Multi-genre reading comprehension (literary and non-literary passages), an editing/revising composition section, at least one Short Constructed Response (SCR, 2 points), and one Extended Constructed Response (ECR, 10 points). Approximately 39-43 items total. Passage complexity steps up from Grade 4, and Grade 5 introduces early multi-source synthesis through paired-passage items.
Typically 6 passages distributed across the test (per assessmentcentrehq's 5th grade STAAR analysis). A deliberate mix of literary genres (short stories, poems, drama excerpts, literary nonfiction) and non-literary genres (informational articles, correspondence, argumentative or persuasive text). Each passage carries 4-8 items, and the ECR is anchored to one passage that your child re-reads carefully.
Grade 5 ECR responses are shorter than Grades 6-8 (where the cap is ~2,300 characters without spaces). The exact Grade 5 character cap is published in TEA's Grade 5 RLA Scoring Guide. Practically, a strong Grade 5 ECR response is 5-8 paragraphs with a clear beginning, middle, and end — focused on developing ONE central idea or argument with specific text evidence.
Yes. Every fifth grader who sits for the STAAR RLA test writes one Extended Constructed Response (10 points) and at least one Short Constructed Response (2 points). The ECR is mandatory — there's no opt-out within the test. Students with documented accommodations through an IEP or 504 plan may have different scoring conditions but still write a response.
Literary genres: short stories, poems, drama excerpts, fables, and literary nonfiction (memoir, biography). Non-literary genres: informational articles (science, history, social studies content), correspondence (letters, emails), argumentative or persuasive texts. The TEKS specifically requires multi-genre exposure, so a typical Grade 5 RLA test includes passages from at least 4-5 distinct genres.
Yes. STAAR Spanish Grade 5 RLA is available online for emergent bilingual students whose home language survey and Language Proficiency Assessment Committee (LPAC) decision support a Spanish administration. STAAR Spanish is available for Grades 3-5 in Math and RLA, plus Grade 5 Science. No Spanish version exists for Grades 6-8 in any subject.

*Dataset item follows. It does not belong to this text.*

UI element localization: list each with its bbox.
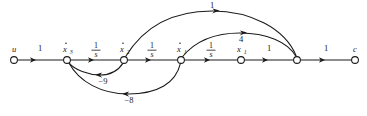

Under HB 4545, if your child doesn't reach Approaches Grade Level on STAAR RLA, they're entitled to accelerated instruction — 30 hours per subject per year, in groups of 3 or fewer students, with a qualified educator — and a retest opportunity within the testing window. The school must provide it. Promotion to Grade 6 is NOT automatically blocked under current post-SSI policy, but the accelerated-instruction obligation is statutory.
Three priorities. (1) Use TEA's free Grade 5 RLA Constructed Response Scoring Guide — it shows real student responses at every rubric level (0 through 5). Reading three 4-point and three 1-point responses side-by-side teaches what 'organized' actually looks like. (2) Practice 1 ECR per week from January through March, on a TEA-released passage. (3) Drill the three rubric dimensions: organization (beginning/middle/end), development (specific text evidence with explanation), conventions (grammar, spelling, punctuation).
Roughly 10-14 days online after testing through the TexasAssessment.gov family portal. Paper score reports arrive at the home address on file with the district later in the summer. Grade 5 results are expedited compared to lower grades because the HB 4545 retest opportunity needs results back fast enough for accelerated instruction to begin.
Same STAAR test, different grades and subjects. Pick the page that matches your child's situation.